As “The Doppelganger” ends, the audience follows the performance from Gallery 1 to Gallery 3 for the passage into scene two, “The Cam-girl,” where dancers Cacia LaCount and Bella Allen mount a sweeping investigation into the line between sexuality and “digital intimacy,” expanding the oxymoronic conversation of increased isolation in a hyperconnected world. Centered on the handling of a single air mattress, the dancers grasp at the possibility of connection repeatedly denied to them by the floating barrier of polyvinyl chloride (PVC). Traditionally associated with the pleasures of sleep, rest, or sex, the mattress becomes an alienating force, operating as a quasi-Walls of Jericho—something to be advanced upon and eventually torn down.
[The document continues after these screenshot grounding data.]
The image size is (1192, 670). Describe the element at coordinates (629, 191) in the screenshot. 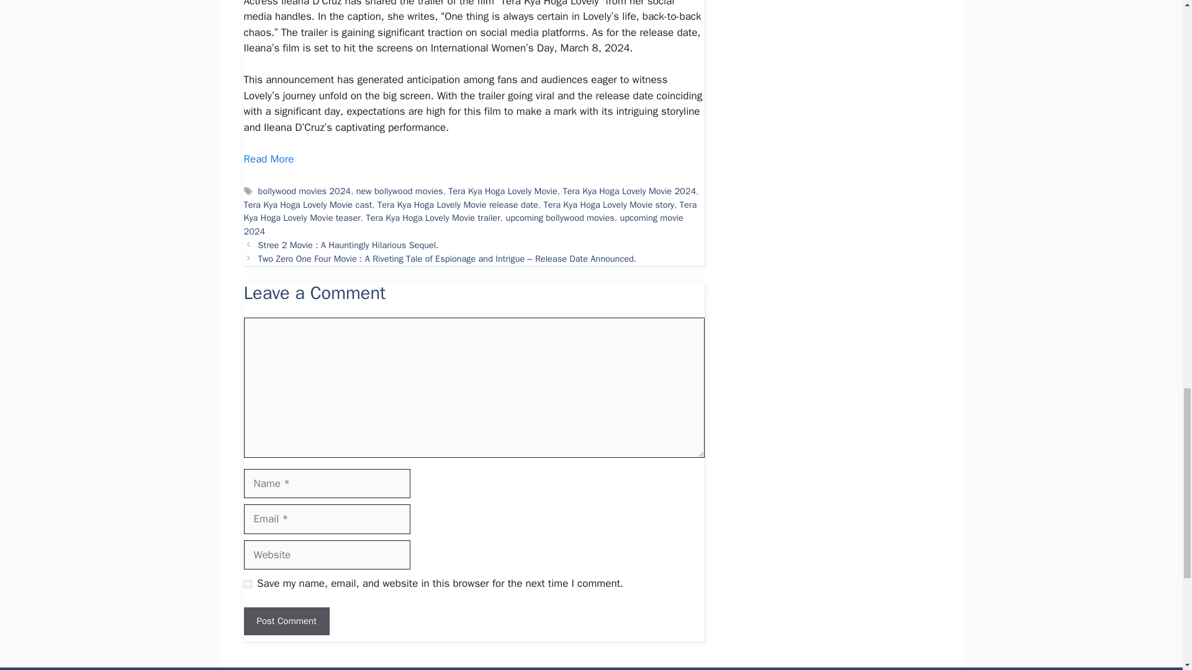

I see `Tera Kya Hoga Lovely Movie 2024` at that location.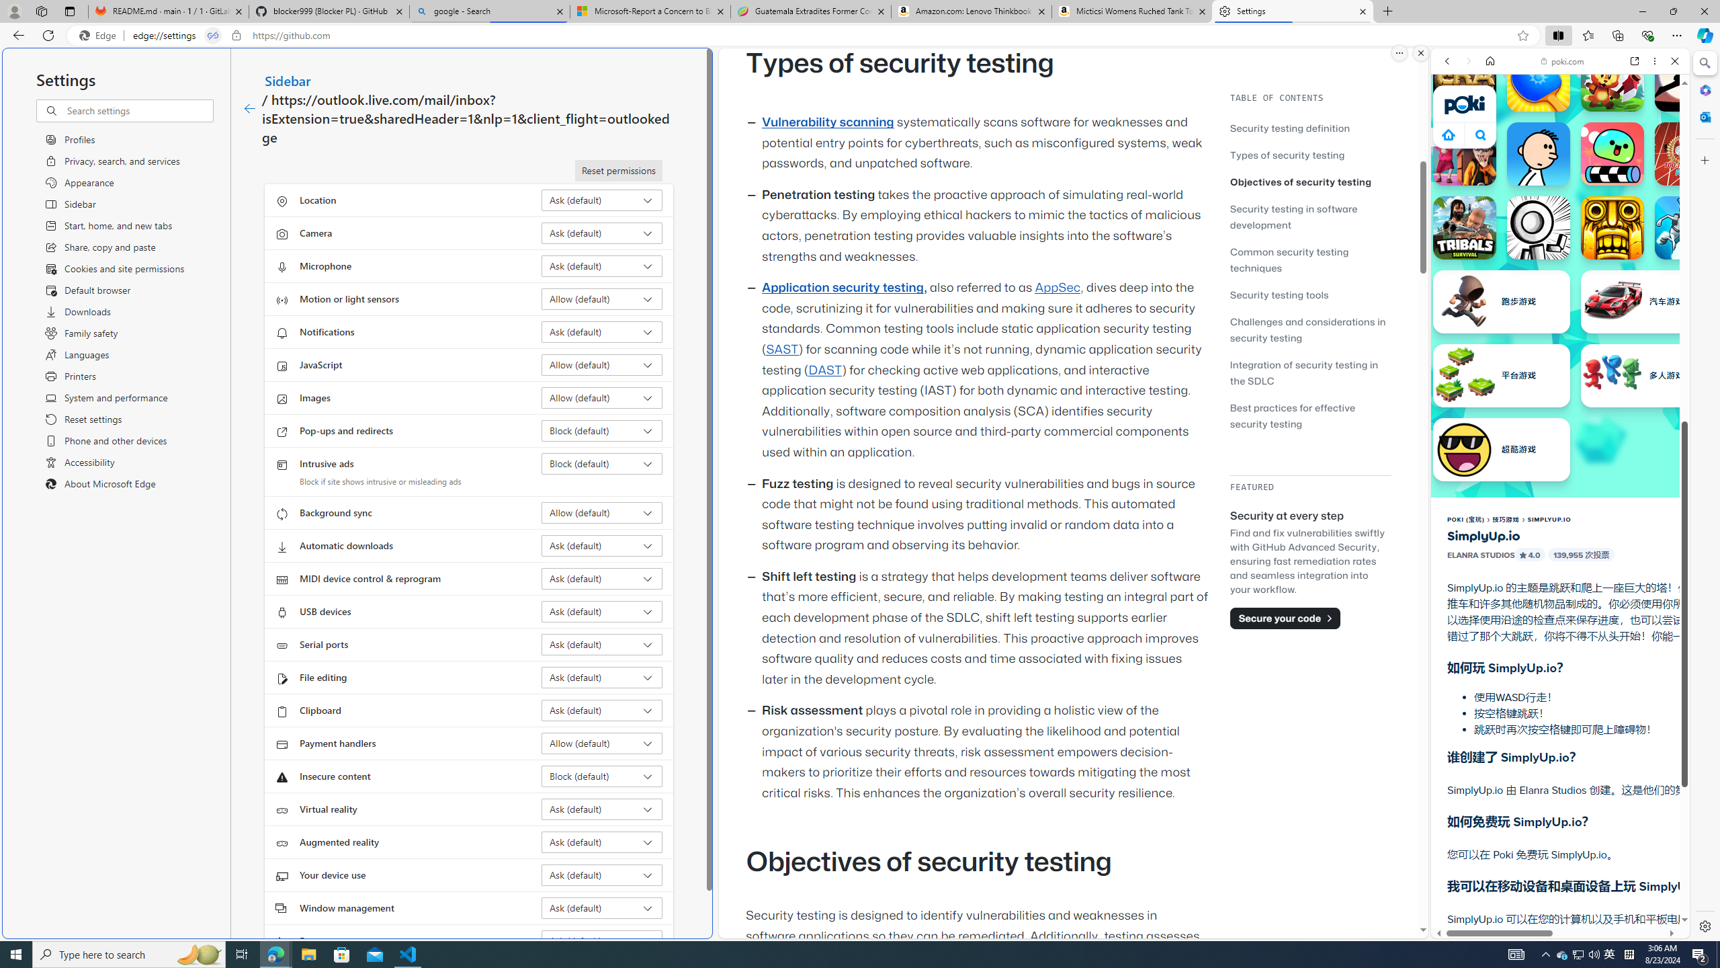 Image resolution: width=1720 pixels, height=968 pixels. Describe the element at coordinates (1465, 153) in the screenshot. I see `School Escape! School Escape!` at that location.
As LaCount and Allen continue their fraught pursuit of communion, Shiroishi’s score evolves its density, bridging saxophone with melodic extensions, both instrumental and vocal, from a series of pedals and mixers arranged at the foot of Primaries, secondaries and everyday script, a tapestry-like multimedia wall work by artist Loriel Beltrán. The dancers twist in and out of relation, at once embracing and rejecting one another in an effort to release themselves from the solitary confines of their perspectives—cam-girl and consumer. Midway through the scene, Allen begins to weave a monologue, written by Lily Lady, into her performance, arriving at a point where she begins a repetition of the phrase “In the zone,” its vaguely motivational tenor growing steadily unnerving with each utterance—louder in decibel and need until both are silenced by LaCount, who picks Allen up, slings her over their shoulder, and hastily lays her on the bed. Eventually, the mattress, fallible in its reliance on air, deflates into a wearable garment, shrouding LaCount’s body in various configurations until it is at last cast off and left discarded in a crumpled heap.

The audience, questing for Green’s final scene, “The Kid,” moves to Gallery 5, where dancers Ryan Ruiz and Ryley Polak collaborate in a transcendent effort to transform a rolling office chair into a playground of nostalgia and imagination. The chair, ostensibly a third figure in the sequence, emerges as both symbol and vehicle, conveying the dancers at alternating tranquil and breakneck speeds through their exploration of play—a space often forgotten, or rebuffed, in adulthood—augmenting Shiroishi’s score with the sustained roll of plastic wheels on polished concrete.

Punctuated by instances of dramatic inversion, positions of both precarity and heightened control, Green’s choreography expresses a childlike engagement with its physical surroundings and the fantastical extensions that the prepubescent mind feels compelled to create. As the scene progresses, the dancers, each gaining further access to their inner child, build an environment for adventure that stimulates without effort and frees without instruction, providing access to a dimension that counters the weight of even the most profound loneliness. Ruiz and Polak submit to every desire with abandon, poised in their shared view of the infinite—a gentle collision with the universe.